Gaskins heard some complaints from neighbors who really didn't want him building anything in his back yard, but it met all codes and got the OK from the village. "We have a garage attached to the house. This is a second garage in the backside of our property," he said. "I use it as a workshop and a place to store my motorcycles and barbecue grill and, well, junk." It was assembled entirely by hand by himself and a friend he hired to help. Even then they worked mostly in shifts, only occasionally having to do something together. "Mostly, it was assembled by one person," Gaskins said.
Gaskins' garage isn't heated, although it could be, and in fact Econ-O-Domes, sold through Faze Change Produx in downstate Sullivan, sells kits for a 30-foot-diameter home for a completed cost of $40,000 and a 38.5-foot-diameter home for $100,000, including a two-car garage ($70,000 without). As for his garage, Gaskins said only, "It probably cost a whole lot more than it should have, for no small reason of the neighbors harassing us," but that it was "certainly" worth the added cost over a conventional garage or shed.
"I'm selling them all over the country," said Faze Change Produx owner Wil Fidroeff, who worked for years under "Bucky" and after his death was basically awarded the opportunity to work on his patents by his daughter, Allegra. (Fidroeff now lives in a 48-foot-diameter geodesic house in Sullivan outside Decatur, explaining, "I married a farmer's daughter.")
"He didn't invent the geodesic dome. What he did was advance the technology and popularize it," Fidroeff said. A geodesic dome was constructed in Germany in the '20s, and Fidroeff said there's a basic one in China 2,000 years old. Yet beginning after World War II with the building of a geodesic dome at Chicago's Institute of Design - now the Illinois Institute of Technology - Fuller took it, patented it and tied it into his world view of efficient design and construction.
"So I took his idea," Fidroeff said, "and refined that.
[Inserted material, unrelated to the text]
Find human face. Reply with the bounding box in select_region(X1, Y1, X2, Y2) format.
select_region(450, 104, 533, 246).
What I did was figure out how to waterproof it and actually figure out how to put conventional doors and windows in it. ... There are people out there, such as me, who have not stopped trying to advance the technology."
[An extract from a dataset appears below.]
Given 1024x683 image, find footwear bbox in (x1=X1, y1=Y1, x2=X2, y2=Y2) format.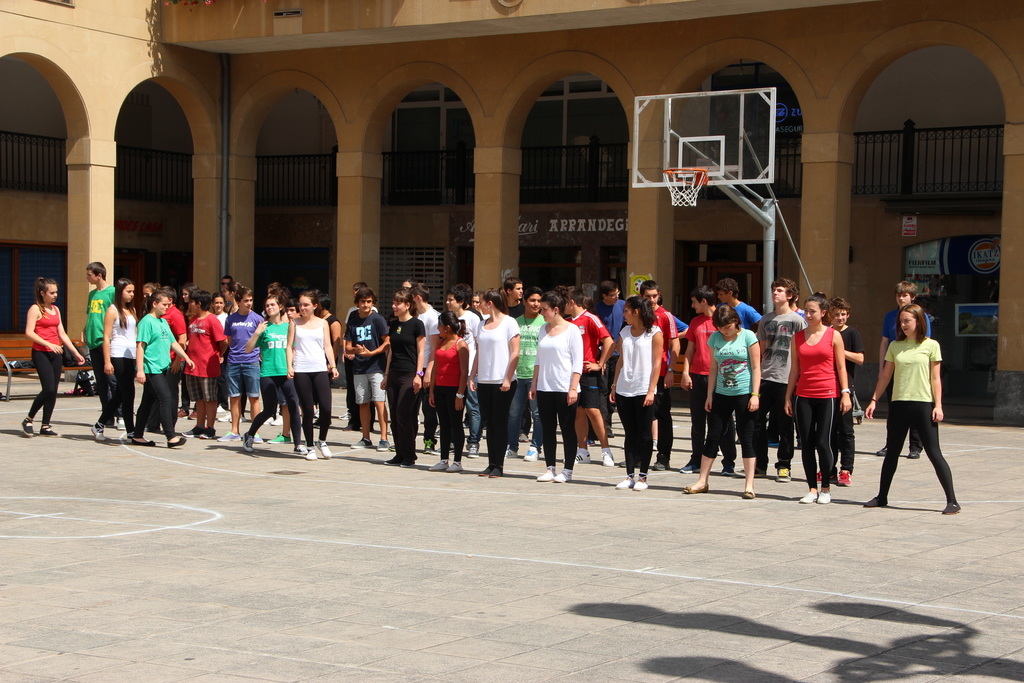
(x1=387, y1=443, x2=396, y2=452).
As it is, the dome has proved to be a pretty serviceable idea, as at RPS Engineering in Elgin. "We use geodesic domes to cover tanks used at waste-water-treatment plants," said RPS founder Rich Stanis. "Probably the biggest use of geodesic domes in the United States is in covers for petroleum tanks." He said anyone can see the raised dome "lids" on tanks for jet fuel and petroleum when driving around O'Hare International Airport.
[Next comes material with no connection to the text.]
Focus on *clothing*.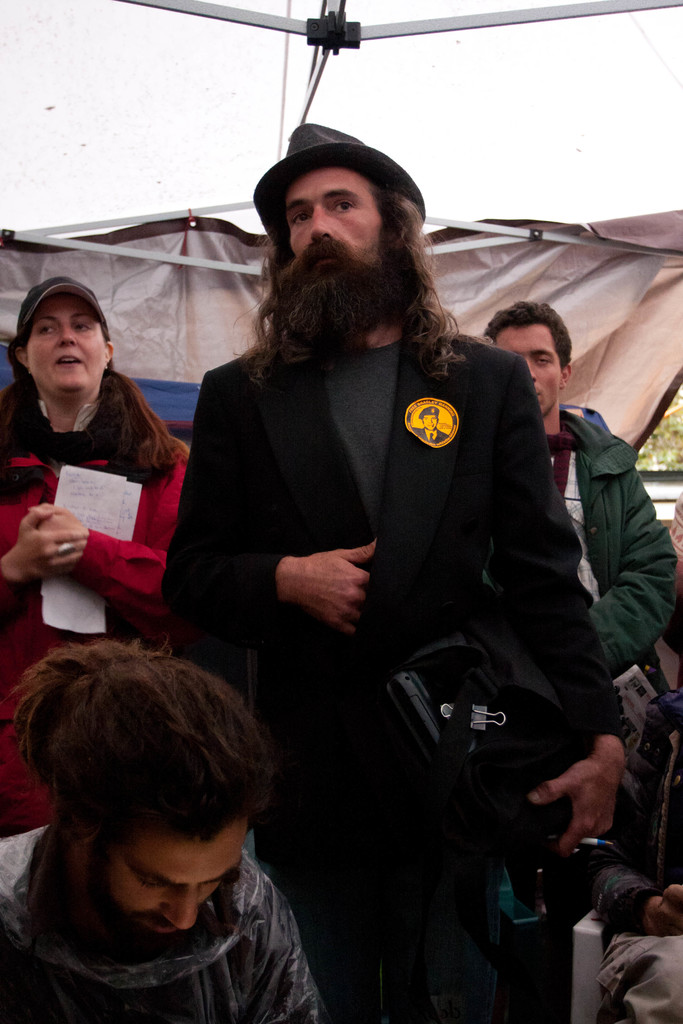
Focused at l=0, t=820, r=304, b=1023.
"In this neck of the woods," he said, "when we have snow load, it's a much more efficient way to cover a tank than with a flat cover."
So visit the MCA downtown to see Fuller the visionary, who turned an existential crisis contemplating suicide on the shores of Lake Michigan into "an experiment, to find what a single individual can contribute to changing the world and benefiting all humanity," and made good on it. Yet for Fuller the practical design innovator it's only necessary to drive around and look to find his geodesic domes - just off the highway if not in your own back yard.
Buckminster Fuller: Starting With the Universe
When: Through Sunday, June 21
Where: Museum of Contemporary Art, 220 E. Chicago Ave., Chicago
Tickets: $12 adults, $7 seniors and students (Tuesdays free. Special Dymaxion Family Day, free for all families with children 12 and under, Sunday March 15)
Times: Tuesday 10 a.m.-8 p.m., Wednesday through Sunday 10 a.m.- 5 p.m.